To build DBRX, we leveraged the same suite of Databricks tools that are available to our customers. We managed and governed our training data using Unity Catalog. We explored this data using newly acquired Lilac Al. We processed and cleaned this data using Apache Spark and Databricks notebooks. We trained DBRX using optimized versions of our open-source training libraries: MegaBlocks, LLM Foundry, Composer, and Streaming. We managed large scale model training and finetuning across thousands of GPUs using our Mosaic Al Training service. We logged our results using MLflow. We collected human feedback for quality and safety improvements through Mosaic Al Model Serving and Inference Tables. We manually experimented with the model using the Databricks Playground. We found the Databricks tools to be best-in-class for each of their purposes, and we benefited from the fact that they were all part of a unified product experience.
Get Started With DBRX on Databricks
If you're looking to start working with DBRX right away, its easy to do so with the Databricks Mosaic Al Foundation Model APIs. You can quickly get started with our pay-as-you-go pricing and query the model from our Al Playground chat interface. For production applications, we offer a provisioned throughput option to provide performance guarantees, support for finetuned models, and additional security and compliance. To privately host DBRX, you can download the model from the Databricks Marketplace and deploy the model on Model Serving.
Conclusions
At Databricks, we believe that every enterprise should have the ability to control its data and its destiny in the emerging world of GenAl. DBRX is a central pillar of our next generation of GenAl products, and we look forward to the exciting journey that awaits our customers as they leverage the capabilities of DBRX and the tools we used to build it. In the past year, we have trained thousands of LLMs with our customers. DBRX is only one example of the powerful and efficient models being built at Databricks for a wide range of applications, from internal features to ambitious use-cases for our customers.

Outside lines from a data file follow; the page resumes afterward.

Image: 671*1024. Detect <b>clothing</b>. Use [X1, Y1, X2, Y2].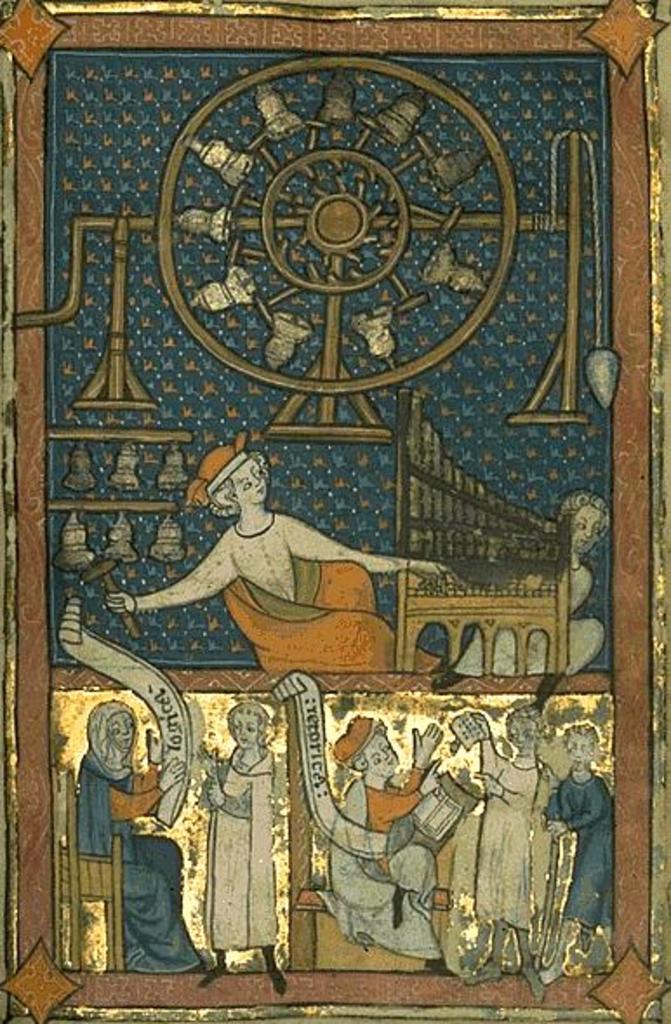
[203, 746, 276, 956].
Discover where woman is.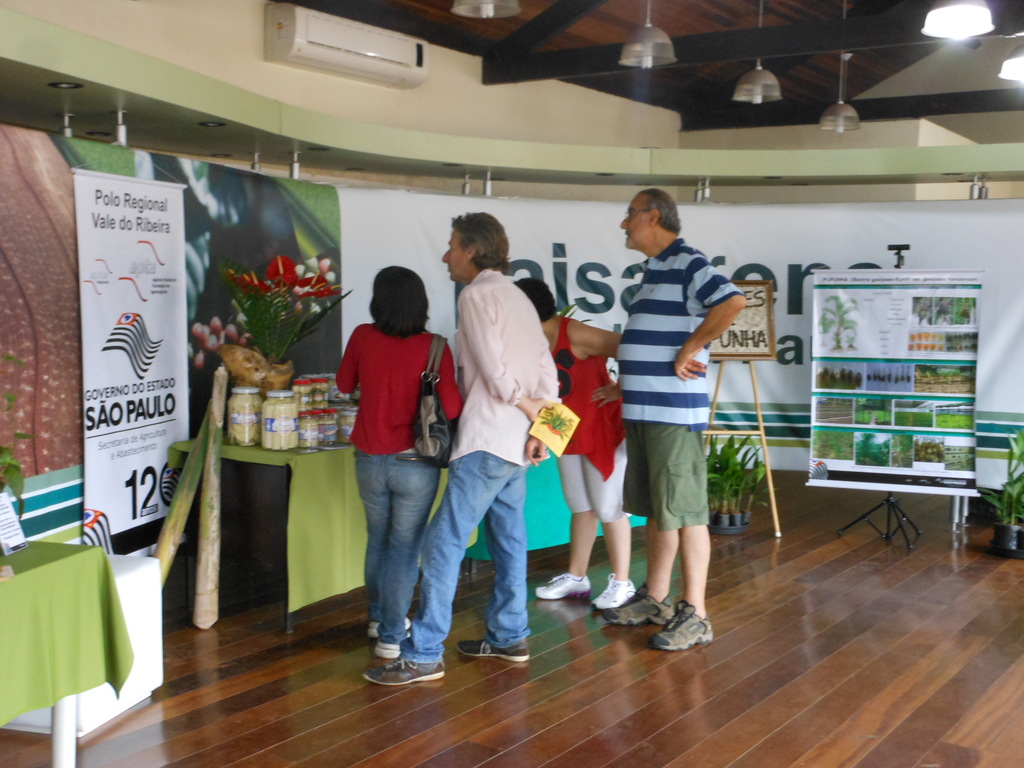
Discovered at region(334, 268, 465, 659).
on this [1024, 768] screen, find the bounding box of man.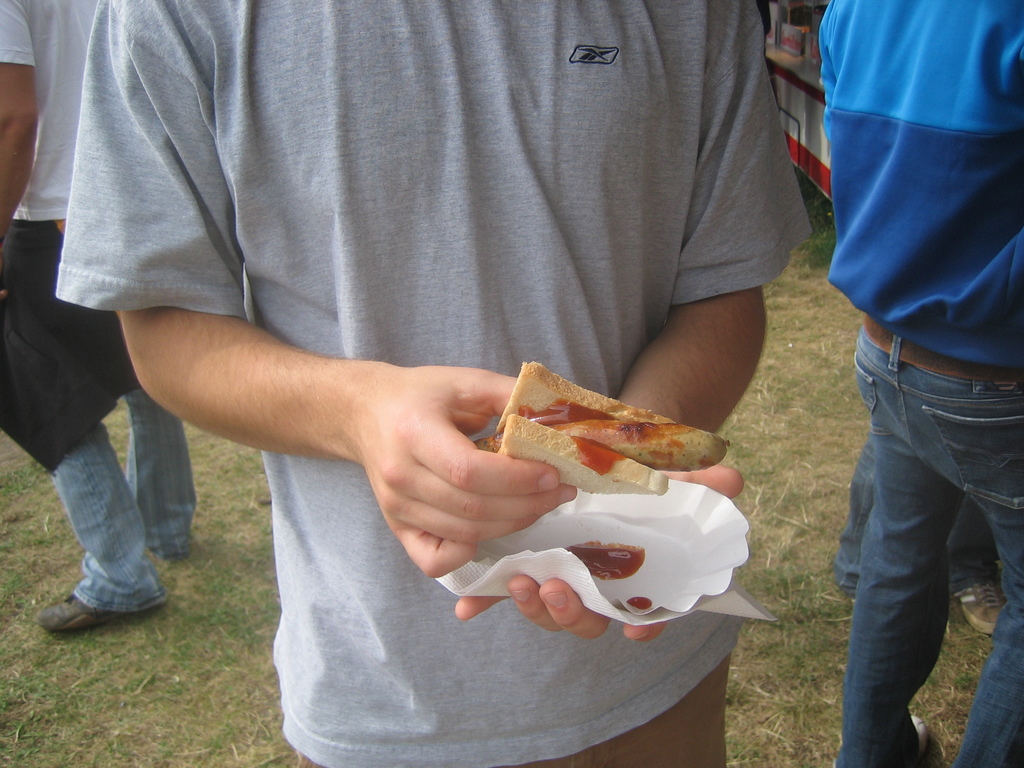
Bounding box: <region>801, 2, 1023, 729</region>.
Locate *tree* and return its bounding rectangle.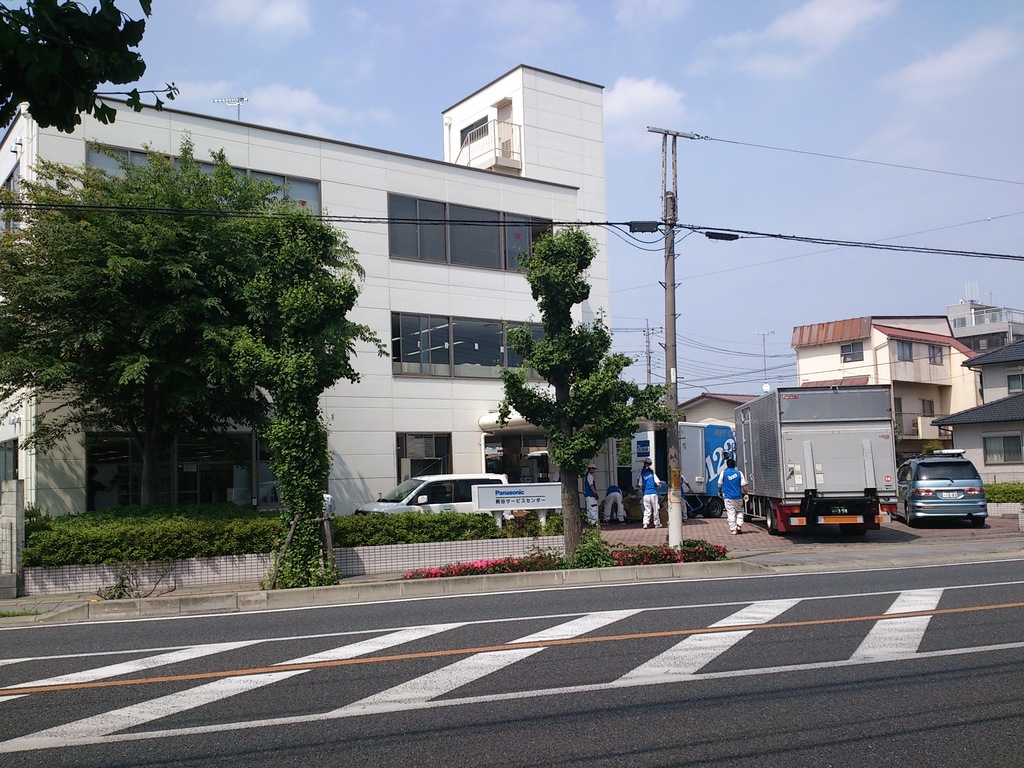
(0, 0, 182, 131).
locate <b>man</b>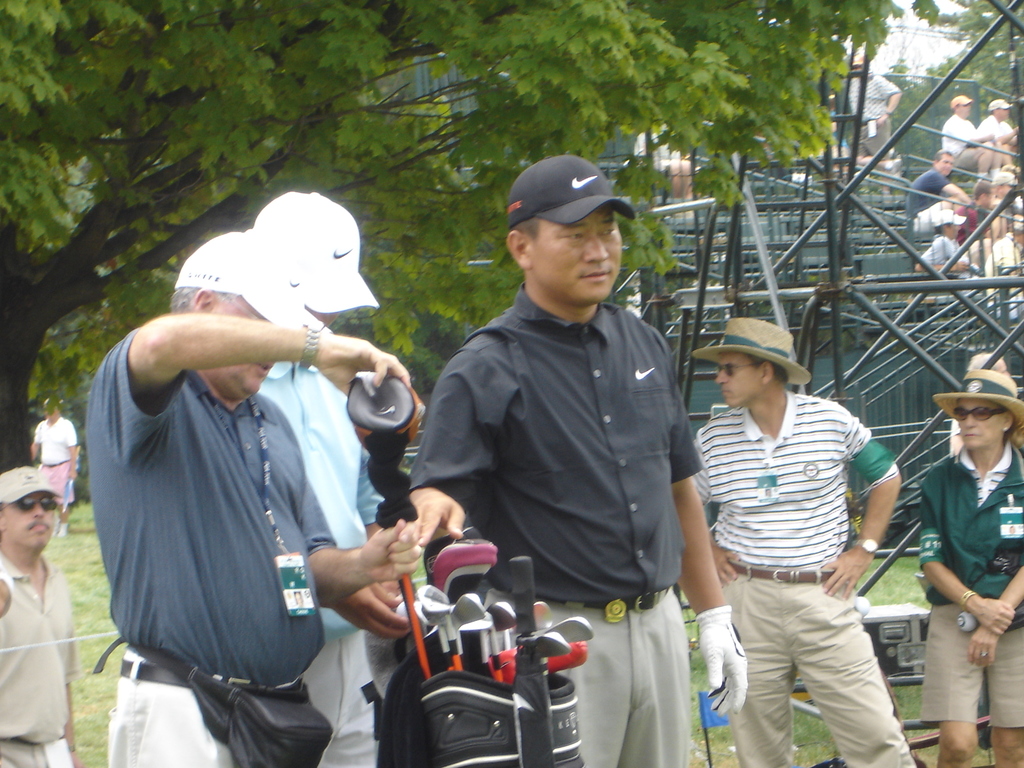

As with any new model, the journey with DBRX is just the beginning, and the best work will be done by those who build on it: enterprises and the open community. This is also just the beginning of our work on DBRX, and you should expect much more to come.
Contributions
The development of DBRX was led by the Mosaic team that previously built the MPT model family, in collaboration with dozens of engineers, lawyers, procurement and finance specialists, program managers, marketers, designers, and other contributors from across Databricks.
In creating DBRX, we stand on the shoulders of giants in the open and academic community. By making DBRX available openly, we intend to invest back in the community in hopes that we will build even greater technology together in the future. With that in mind, we gratefully acknowledge the work and collaboration of Trevor Gale and his MegaBlocks project (Trevors PhD adviser is Databricks CTO Matei Zaharia), the PyTorch team and the FSDP project, NVIDIA and the TensorRT-LLM project, the vLLM team and project, EleutherAl and their LLM evaluation project, Daniel Smilkov and Nikhil Thorat at Lilac Al, and our friends at the Allen Institute for Artificial Intelligence (AI2).